I mean, I can tell you I think it’s amazing. I can tell you that barrio noir may just be my new favourite sub-genre in fiction. I can tell you that this fast paced crime novel is bleak, violent, and hums with a live wire tension from opening word to closer. I can say that Iglesias is, on the evidence of this novel, a talent as ferocious as Ellroy and as pacy as Wimslow, with an added horror/magical realism streak that is woven seamlessly into the gritty realist setting and characters, such that the whole is frighteningly assured.

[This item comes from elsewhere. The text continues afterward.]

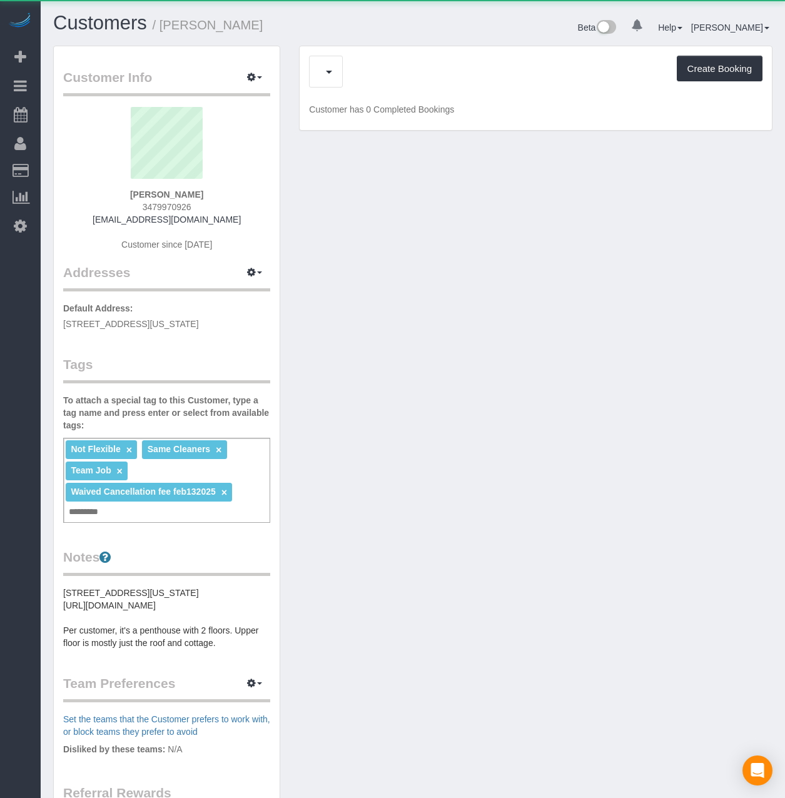 Image resolution: width=785 pixels, height=798 pixels. Describe the element at coordinates (167, 207) in the screenshot. I see `span: 3479970926` at that location.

And it’s all true. This is, first and foremost, a cracking short crime novel, that should be of interest to anyone for whom the notion of latino crime splatterpunk magical realism might appeal. I don’t want to sell it short on that front. However, it’s also not the only reason I bought the paperback for my father for his birthday, or why I’ve been burbling incoherently about it ever since I read it to anyone who cares (and just possibly some people who don’t).
 
The truth is, I think Zero  Saints is something special. It feels like a tectonic plate shift. This could well be my own naivety, my own ignorance of the wider genre talking, but I really can’t remember reading anything quite like it. For starters there’s the obviously genius move of making the lead character an illegal immigrant and petty criminal. I mean, this guy is, on paper, a poster child for the Trump wall gang - he is, in many ways, the personification of the fear of the immigrant that’s so dominated political discourse, in the UK as well as the US.
 
And it turns out, he’s also a human being. A real, flesh-and-blood, sympathetic person. Not some cartoon gangster, not some saintly, misunderstood tragic figure of fate, but rather a living, breathing, sweating, flawed, scared, angry, powerful, weak, damaged, defiant, brave person.
 
There’s essentially two qualities that will draw me to a book. The first is obvious - story. I’m a narrative junkie, and I like seeing a well paced story play out. But the second is that the book will put me there - wherever ‘there’ may be for the purposes of the story. Zero Saints has both these qualities, but it’s the second that makes it, IMO, such an astonishingly good read.
 
One of the ways it achieves this is in it’s use of Spanish. Throughout the book, the lead character, bi-lingual as he must be, frequently slips into Spanish. Sometimes it’ll be a stray word, sometimes he’ll switch mid sentence, and on rare occasions you might get a paragraph of dialogue. As a non-Spanish speaker, I found it to be a thrilling and powerful technical choice. Often with either context or due to exposure to the background radiation of Latino culture that’s made it across the pond (Cypress Hill and Dora The Explorer spring immediately to mind, and let’s just take a second to enjoy the profound oddness of that particular pairing) I could parse what was going on. Occasionally, though, I just couldn’t, and those moments were in a way the more interesting, even enjoyable.

Because, for just a little while, I was forced to confront what  non-native speaking/reading immigrant must feel when confronted with English. By refusing to compromise on the language integrity of his characters, I was allowed just the merest of hints as to how profoundly alienating language can be, when it’s not your own, and it’s that experience in particular that my mind has returned again and again. It’s an overused word, these days, but I think there’s a hint of genius in that choice by the author. The visceral experience of being confronted with a text I couldn’t understand, in the context of a story I was deeply invested in, challenged me in the best possible way to think about my own limitations, and gave the whole book a blistering authenticity that frankly gets my blood pounding. Because that’s ultimately what I come to the fiction I come to for - to be made to feel.
 
Zero Saints made me think. Zero Saints made me feel. Zero Saints is punk as fuck, and I have a new name to add to my very short ‘must-buy’ list.
 
Basically, I’ve fallen in love.
 
I think there’s every chance you will, too.